FIELD RESEARCH IN BAVARTÉS AND LAYRISSE
Bagnères-de-Luchon canton (municipalities of the former Saint-Béat canton)
Haute-Garonne (France), July–August 2024

Activity carried out by the association Eth Ostau Comengés as part of the Tramontana Network project, co-funded by the Creative Europe program.
From August 2024, after scouting out the terrain and informants, the Eth Ostau Comengés team carried out an initial phase of ethnographic research among the last speakers of Gascon in the 21 targeted municipalities.

The main focus of the research was practices and perceptions related to water.
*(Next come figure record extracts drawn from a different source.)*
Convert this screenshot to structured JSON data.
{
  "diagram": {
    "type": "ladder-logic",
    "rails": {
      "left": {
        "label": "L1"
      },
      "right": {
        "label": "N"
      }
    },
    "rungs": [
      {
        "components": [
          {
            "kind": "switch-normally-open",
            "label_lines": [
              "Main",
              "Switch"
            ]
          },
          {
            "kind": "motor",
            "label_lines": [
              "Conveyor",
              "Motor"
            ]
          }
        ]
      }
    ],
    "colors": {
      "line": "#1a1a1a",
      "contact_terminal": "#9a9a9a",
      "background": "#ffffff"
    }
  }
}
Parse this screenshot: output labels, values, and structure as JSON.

Indeed, this territory, crossed by the Garonne and the Pique rivers, is marked by the irrigation of hay meadows, the transportation of wood by floating (an activity that is no longer practiced today), other economic activities using water as a driving force, but also disastrous floods and rain rituals.
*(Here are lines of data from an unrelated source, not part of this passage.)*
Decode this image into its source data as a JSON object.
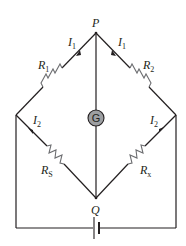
{
  "diagram": {
    "nodes": {
      "top": "P",
      "bottom": "Q"
    },
    "galvanometer": {
      "label": "G"
    },
    "resistors": {
      "top_left": {
        "symbol": "R",
        "sub": "1"
      },
      "top_right": {
        "symbol": "R",
        "sub": "2"
      },
      "bottom_left": {
        "symbol": "R",
        "sub": "S"
      },
      "bottom_right": {
        "symbol": "R",
        "sub": "x"
      }
    },
    "currents": {
      "top_left": {
        "symbol": "I",
        "sub": "1"
      },
      "top_right": {
        "symbol": "I",
        "sub": "1"
      },
      "bottom_left": {
        "symbol": "I",
        "sub": "2"
      },
      "bottom_right": {
        "symbol": "I",
        "sub": "2"
      }
    },
    "source": {
      "type": "battery"
    },
    "colors": {
      "wire": "#231f20",
      "resistor": "#6d6e71",
      "galvanometer_fill": "#9d9fa2"
    }
  }
}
Also, the topic of migration seemed very important because of the proximity of the French-Spanish border and the specialization of certain villages in the trade of travelers and peddlers, particularly in Boutx. Moreover, within the commune of Boutx, we are in the process of intensifying our research on the case of two communities that are somewhat apart in the valley in more ways than one.

Firstly, Le Ger-de-Boutx, due to its geographical isolation (in the Ger catchment area) and its unique history, cultivates its own cultural and linguistic identity. The issue of sharing and/or managing the mountain pastures, as well as the water, forests and the Mourtis ski resort, is still the subject of heated debate today. And secondly, the case of Argut-Dessus, a very isolated and rugged territory, deserted by three quarters of its population, which saw the arrival of a new population of urban origin in the 1950s, a pioneering experiment, as part of civil services supervised by the Mountain Holiday Association, under the aegis of Doctor Heurté de Cierp. Two cultures and philosophies of life coexisted peacefully and sometimes intermingled in interesting ways, rebuilding the ruined houses but not without crushing the indigenous culture, which had become an ultra-minority.
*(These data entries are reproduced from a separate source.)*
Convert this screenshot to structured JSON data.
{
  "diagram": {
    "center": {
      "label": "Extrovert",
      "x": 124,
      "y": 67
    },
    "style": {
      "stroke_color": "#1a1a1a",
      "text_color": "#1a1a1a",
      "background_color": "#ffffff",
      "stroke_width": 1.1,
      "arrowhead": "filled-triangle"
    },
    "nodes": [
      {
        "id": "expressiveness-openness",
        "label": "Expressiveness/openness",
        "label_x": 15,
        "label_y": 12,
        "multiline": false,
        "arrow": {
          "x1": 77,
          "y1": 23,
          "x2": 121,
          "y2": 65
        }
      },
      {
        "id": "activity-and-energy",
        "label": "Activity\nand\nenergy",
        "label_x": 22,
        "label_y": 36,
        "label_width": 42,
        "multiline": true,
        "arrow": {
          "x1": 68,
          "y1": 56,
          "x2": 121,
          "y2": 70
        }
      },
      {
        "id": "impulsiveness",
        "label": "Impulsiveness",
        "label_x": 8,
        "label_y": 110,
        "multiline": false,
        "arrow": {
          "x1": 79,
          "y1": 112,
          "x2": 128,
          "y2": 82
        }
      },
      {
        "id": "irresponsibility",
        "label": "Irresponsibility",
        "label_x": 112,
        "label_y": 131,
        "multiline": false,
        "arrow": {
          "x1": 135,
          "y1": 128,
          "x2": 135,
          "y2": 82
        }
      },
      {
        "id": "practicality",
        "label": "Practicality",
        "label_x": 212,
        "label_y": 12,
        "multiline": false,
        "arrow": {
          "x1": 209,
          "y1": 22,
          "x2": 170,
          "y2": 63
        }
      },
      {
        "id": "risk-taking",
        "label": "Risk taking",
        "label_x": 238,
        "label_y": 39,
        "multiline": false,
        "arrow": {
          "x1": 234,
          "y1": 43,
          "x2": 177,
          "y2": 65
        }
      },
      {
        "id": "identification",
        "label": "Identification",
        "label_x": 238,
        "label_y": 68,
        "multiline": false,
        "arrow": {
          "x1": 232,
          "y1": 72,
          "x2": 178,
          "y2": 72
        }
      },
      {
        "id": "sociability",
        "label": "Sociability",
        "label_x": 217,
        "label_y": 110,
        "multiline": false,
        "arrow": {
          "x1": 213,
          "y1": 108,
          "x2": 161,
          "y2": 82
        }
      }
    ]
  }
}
Finally, these two valleys are marked by a very pronounced decline in pastoralism, and they were also the scene of the reintroduction of the first Slovenian bears in 1996, in the commune of Melles. In addition to practices related to transhumance, the relationship with predators will be the focus of our future investigations. This last subject, which is very sensitive and divisive, especially with the announced return of the wolf, is the subject of very lively debate in the valleys. In the midst of an agricultural crisis on a European scale, several informants have already confided in us that they see it as the end of a pastoral civilization and, beyond that, the end of the villages themselves.